Ab urbe condita
Titus Livius (Livy)
Livy. History of Rome, Volumes 1-2. Roberts, Canon, Rev, translator. London, New York: J. M. Dent and Sons; E. P. Dutton and Co., 1912.
To keep the Aborigines from abandoning him in the face of this strong coalition and to secure their being not only under the same laws, but also the same designation, Aeneas called both nations by the common name of Latins.
From that time the Aborigines were not behind the Trojans in their loyal devotion to Aeneas. So great was the power of Etruria that the renown of her people had filled not only the inland parts of Italy but also the coastal districts along the whole length of the land from the Alps to the Straits of Messina. Aeneas, however, trusting to the loyalty of the two nations who were day by day growing into one, led his forces into the field, instead of awaiting the enemy behind his walls.
The battle resulted in favour of the Latins, but it was the last mortal act of Aeneas His tomb — whatever it is lawful and right to call him — is situated on the bank of the Numicius. He is addressed as “Jupiter Indiges.”

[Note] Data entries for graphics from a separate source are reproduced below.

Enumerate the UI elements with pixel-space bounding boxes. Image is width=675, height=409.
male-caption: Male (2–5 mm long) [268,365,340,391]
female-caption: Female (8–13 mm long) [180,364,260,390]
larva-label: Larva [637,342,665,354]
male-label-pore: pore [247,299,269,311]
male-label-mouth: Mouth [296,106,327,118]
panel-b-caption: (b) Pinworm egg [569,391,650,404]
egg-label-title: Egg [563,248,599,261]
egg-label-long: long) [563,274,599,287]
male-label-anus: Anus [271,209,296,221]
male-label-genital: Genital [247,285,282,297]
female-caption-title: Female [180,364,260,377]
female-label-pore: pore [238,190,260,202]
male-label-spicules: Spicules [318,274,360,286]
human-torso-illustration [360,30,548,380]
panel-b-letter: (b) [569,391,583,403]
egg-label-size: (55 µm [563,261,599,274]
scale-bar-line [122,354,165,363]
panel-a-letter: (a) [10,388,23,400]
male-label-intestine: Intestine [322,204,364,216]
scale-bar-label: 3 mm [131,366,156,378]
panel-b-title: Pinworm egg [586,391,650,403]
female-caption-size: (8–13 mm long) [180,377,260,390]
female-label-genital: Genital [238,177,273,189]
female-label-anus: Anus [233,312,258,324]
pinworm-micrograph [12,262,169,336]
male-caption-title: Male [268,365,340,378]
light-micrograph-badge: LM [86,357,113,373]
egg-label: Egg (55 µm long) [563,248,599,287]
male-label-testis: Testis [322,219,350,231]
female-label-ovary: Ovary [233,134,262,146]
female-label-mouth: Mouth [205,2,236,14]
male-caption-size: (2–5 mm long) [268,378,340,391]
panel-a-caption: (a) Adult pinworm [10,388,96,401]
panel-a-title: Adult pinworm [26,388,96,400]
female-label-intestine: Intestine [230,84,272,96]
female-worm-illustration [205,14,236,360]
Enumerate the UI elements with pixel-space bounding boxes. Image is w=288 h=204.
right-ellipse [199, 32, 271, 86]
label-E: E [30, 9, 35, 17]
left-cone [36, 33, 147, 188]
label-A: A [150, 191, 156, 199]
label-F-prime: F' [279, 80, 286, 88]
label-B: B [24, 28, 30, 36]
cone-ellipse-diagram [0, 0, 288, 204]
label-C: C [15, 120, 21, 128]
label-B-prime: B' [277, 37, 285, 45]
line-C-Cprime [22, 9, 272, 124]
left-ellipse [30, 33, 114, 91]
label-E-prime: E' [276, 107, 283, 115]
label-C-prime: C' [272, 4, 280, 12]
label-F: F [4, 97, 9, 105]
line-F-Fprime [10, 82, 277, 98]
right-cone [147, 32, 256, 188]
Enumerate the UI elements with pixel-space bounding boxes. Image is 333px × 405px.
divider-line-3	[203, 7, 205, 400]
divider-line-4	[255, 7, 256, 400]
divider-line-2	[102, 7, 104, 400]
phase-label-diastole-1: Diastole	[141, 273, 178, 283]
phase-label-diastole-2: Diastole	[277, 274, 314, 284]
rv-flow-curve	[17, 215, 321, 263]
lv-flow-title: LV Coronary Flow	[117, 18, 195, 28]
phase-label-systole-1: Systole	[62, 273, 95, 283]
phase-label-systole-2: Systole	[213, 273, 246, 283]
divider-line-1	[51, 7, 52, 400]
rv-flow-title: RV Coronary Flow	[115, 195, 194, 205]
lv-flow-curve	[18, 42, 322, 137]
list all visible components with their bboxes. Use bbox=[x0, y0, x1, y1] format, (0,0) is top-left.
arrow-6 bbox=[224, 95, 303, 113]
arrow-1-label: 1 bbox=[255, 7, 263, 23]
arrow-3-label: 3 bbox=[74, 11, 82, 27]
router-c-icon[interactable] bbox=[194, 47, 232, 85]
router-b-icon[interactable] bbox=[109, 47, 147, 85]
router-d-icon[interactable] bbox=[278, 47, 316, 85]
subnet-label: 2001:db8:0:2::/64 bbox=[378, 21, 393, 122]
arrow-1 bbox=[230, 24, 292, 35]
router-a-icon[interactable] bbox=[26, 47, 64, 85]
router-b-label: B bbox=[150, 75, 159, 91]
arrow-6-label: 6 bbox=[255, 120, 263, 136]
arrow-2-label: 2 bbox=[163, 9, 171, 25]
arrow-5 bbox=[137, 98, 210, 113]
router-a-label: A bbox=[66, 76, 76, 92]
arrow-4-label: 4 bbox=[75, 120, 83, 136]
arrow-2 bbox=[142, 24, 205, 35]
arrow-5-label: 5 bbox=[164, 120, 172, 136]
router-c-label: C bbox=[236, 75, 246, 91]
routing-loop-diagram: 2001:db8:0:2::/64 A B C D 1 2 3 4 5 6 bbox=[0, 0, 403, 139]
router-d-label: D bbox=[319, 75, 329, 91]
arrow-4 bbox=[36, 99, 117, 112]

His[*](Ascanius and the Foundation of Alba.) son Ascanius was not old enough to assume the government but his throne remained secure throughout his minority. During that interval —such was Lavinia's force of character —though a woman was regent, the Latin State, and the kingdom of his father and grandfather, were preserved unimpaired for her son.
I will not discuss the question-for who could speak decisively about a matter of such extreme antiquity ? —whether the man whom the Julian house claim, under the name of Iulus, as the founder of their name, was this Ascanius or an older one than he, born of Creusa, whilst Ilium was still intact, and after its fall a sharer in his father's fortunes.
This Ascanius, where-ever born, or of whatever mother-it is generally agreed in any case that he was the son of Aeneas-left to his mother (or his stepmother) the city of Lavinium, which was for those days a prosperous and wealthy city, with a superabundant population, and built a new city at the foot of the Alban hills, which from its position, stretching along the side of the hill, was called “ Alba Longa.”